Chapter iv, ‘Disorder’ – disordered statements. Scripture often proceeds in a disorderly fashion. How do passages ‘hang together’? What do interpreters do when texts prevent ‘a clear progression of narrative’? (p. 141). Attempts needed to be made to bring ‘disjointed passages into order’ (p. 30). Here, Gospel harmonies played a role. They were ‘a method of cutting printed Bible into individual components of text, and then rearranging, pasting, and pressing them into a continuous narrative with several forms of comparative presentation for cross-referencing’ (pp. 166–7).
Chapter 5, ‘Idiom’ – phrases belonging to the Hebrew. When phrases do not ‘transfer well between languages’ (p. 179) – does a translator seek to convey the original wording of a text or seek an accurate rendering of its meaning? With the appearance of various English translations, this question became acute. Some translations used glosses to explain idiomatic language. The Geneva Bible explained that ‘where as the Ebrewe speeches semed hardly to agre with ours, we haue noted it in the margent after this sort, vsing that which was more intelligible’ (p. 208). The Geneva Bible provided ‘both a literal rendering and an explanation of meaning’ for these instances. Its 753 marginal notes were primarily theological. But the tension was there between communicating the sense of a passage and the Hebrew text itself (p. 210).
Chapter vi, ‘Figures’ – figures of speech, tropes, metaphors, allegories, hyperbata, ironies and other things of this sort without number. The Bible's figurative language – over this range of types of figurative speech – questioned the Protestant emphasis on the ‘literal sense’ of Scripture as the primary meaning intended by the text's author. This chapter explores debates on how to tell if a verse should be interpreted figuratively or literally.

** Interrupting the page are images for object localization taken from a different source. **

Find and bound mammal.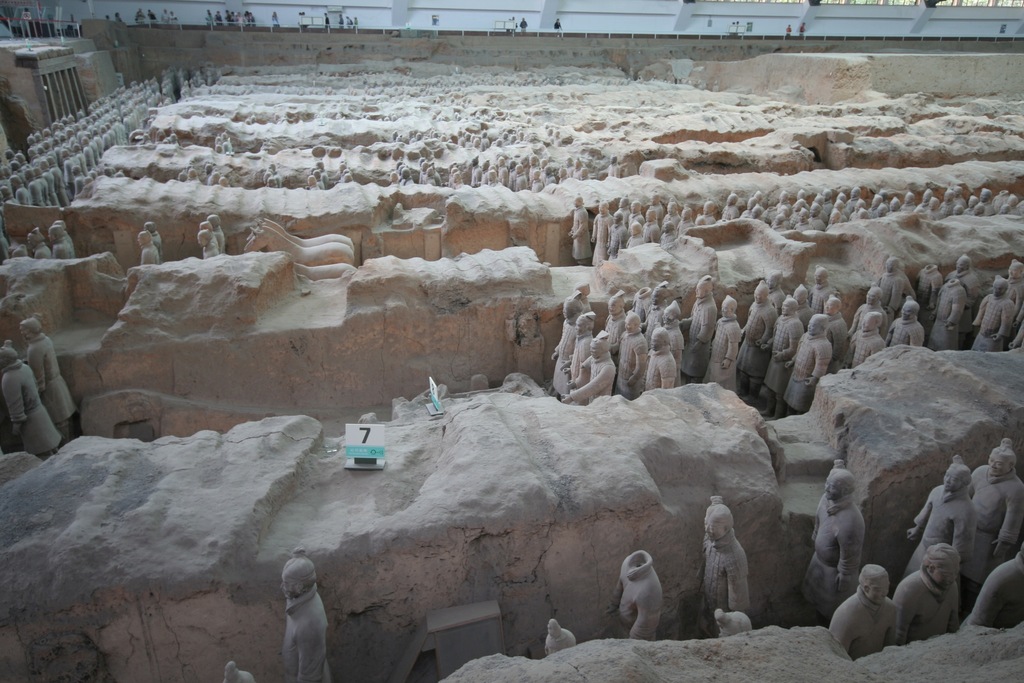
Bound: (x1=698, y1=489, x2=744, y2=635).
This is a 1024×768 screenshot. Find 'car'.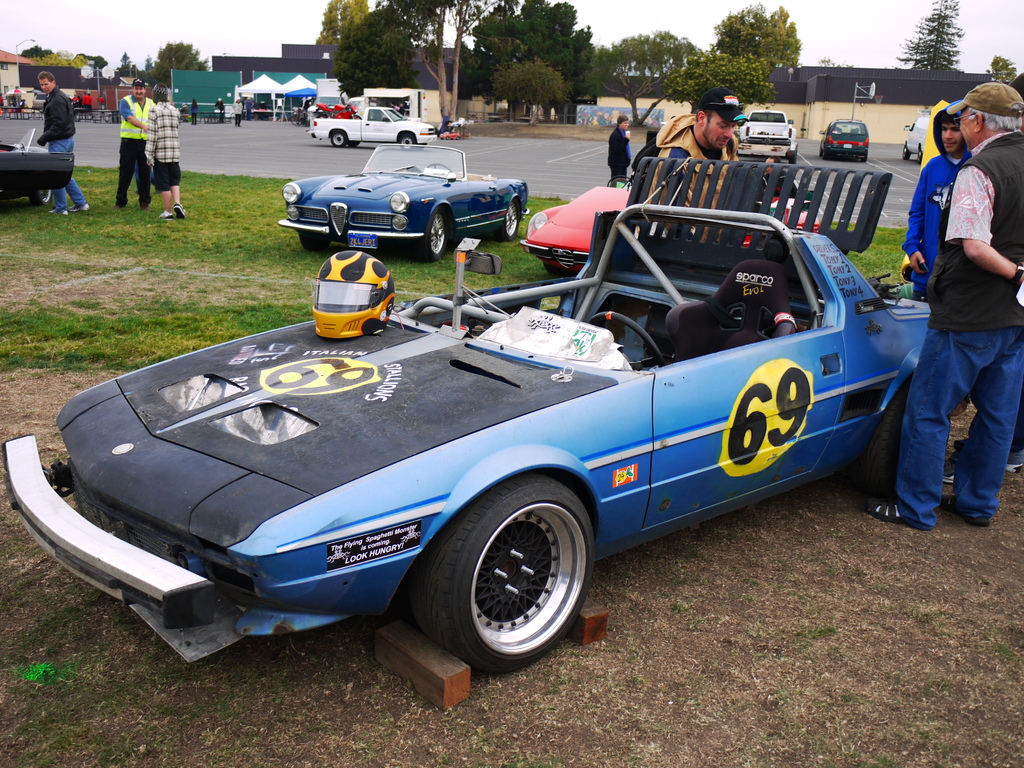
Bounding box: (left=819, top=116, right=870, bottom=161).
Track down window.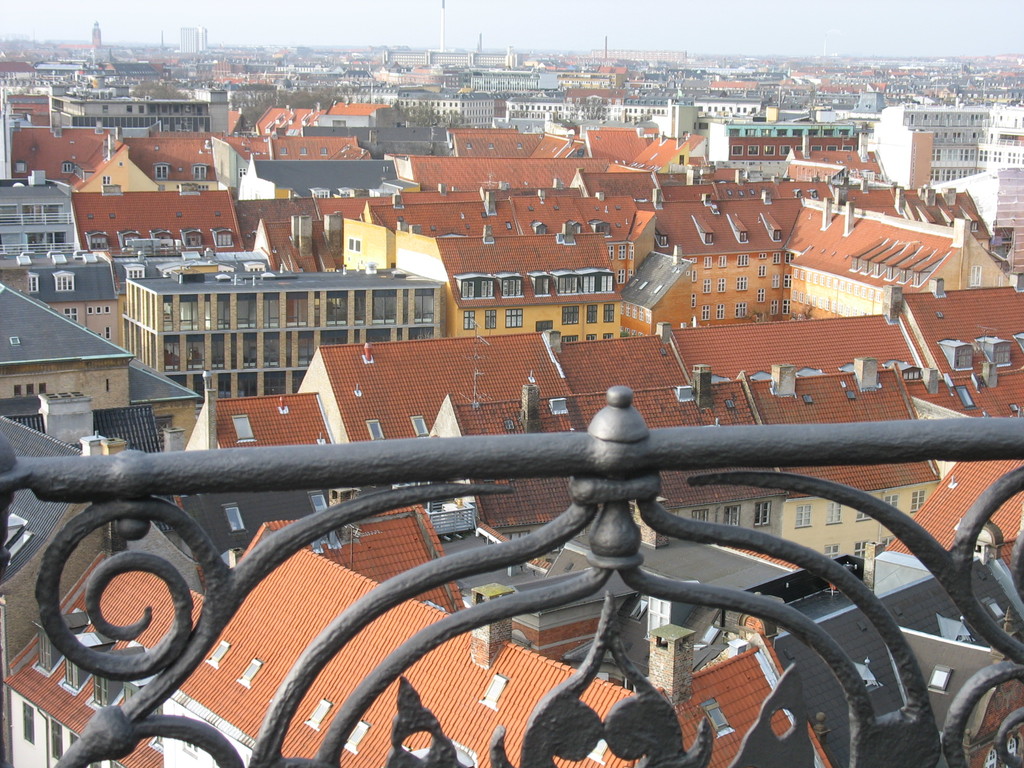
Tracked to [829, 144, 837, 154].
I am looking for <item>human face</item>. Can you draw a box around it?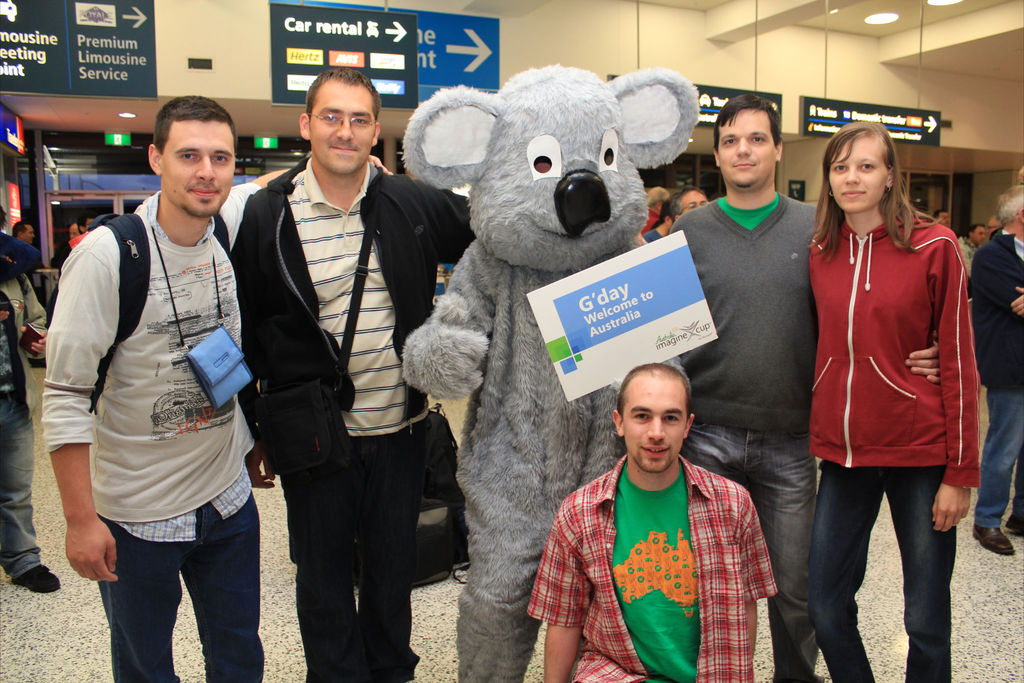
Sure, the bounding box is rect(308, 79, 377, 175).
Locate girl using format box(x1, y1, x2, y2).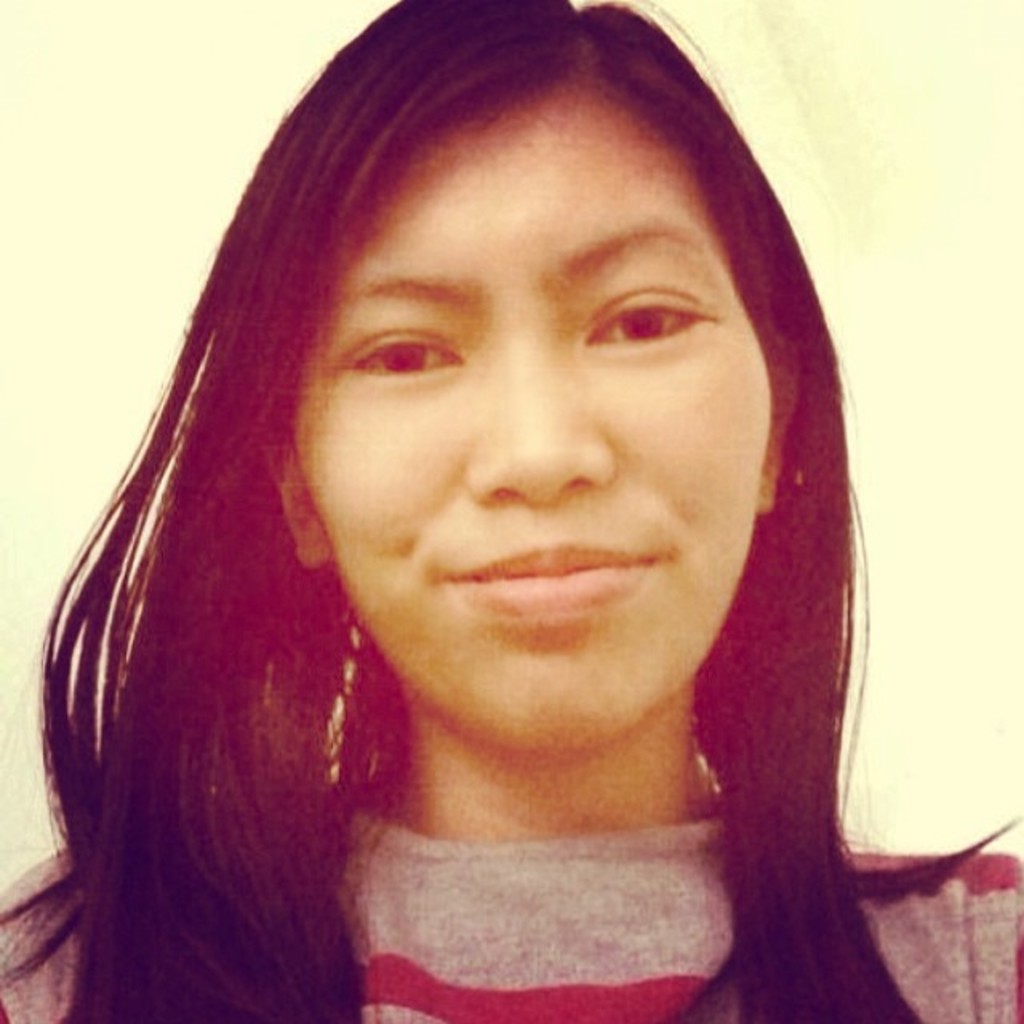
box(3, 0, 1022, 1022).
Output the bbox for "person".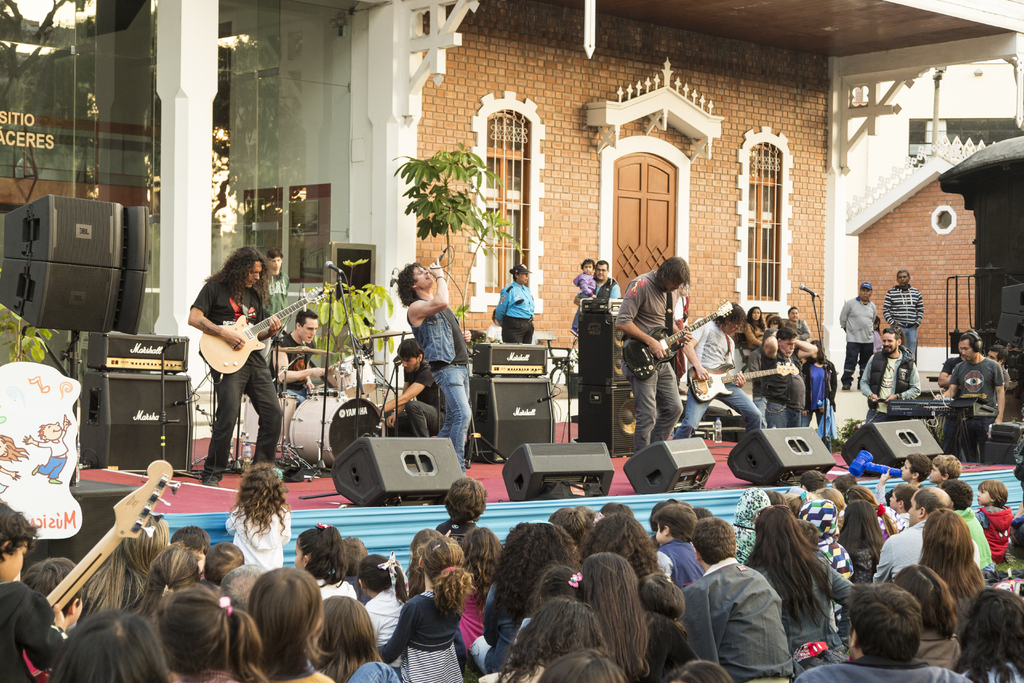
[745, 307, 776, 347].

The fascinating complexities of these issues enable Knight's important book to expand the horizons of our understanding of biblical interpretation in this period in England. Her discussions point to the exercise of faith and to the challenges of finding biblical truths through the difficulties of the Bible's dark places. As Knight writes, ‘The Bible's dark places were more than stumbling blocks, although they made it difficult to find a clear path. They represented the rich depths and the marvellous heights; they challenged and frustrated, but they also inspired and delighted’ (p. 34). Can we ‘find forms of truth that will let the Bible's darkness sit alongside its light, in chiaroscuro’? (p. 278).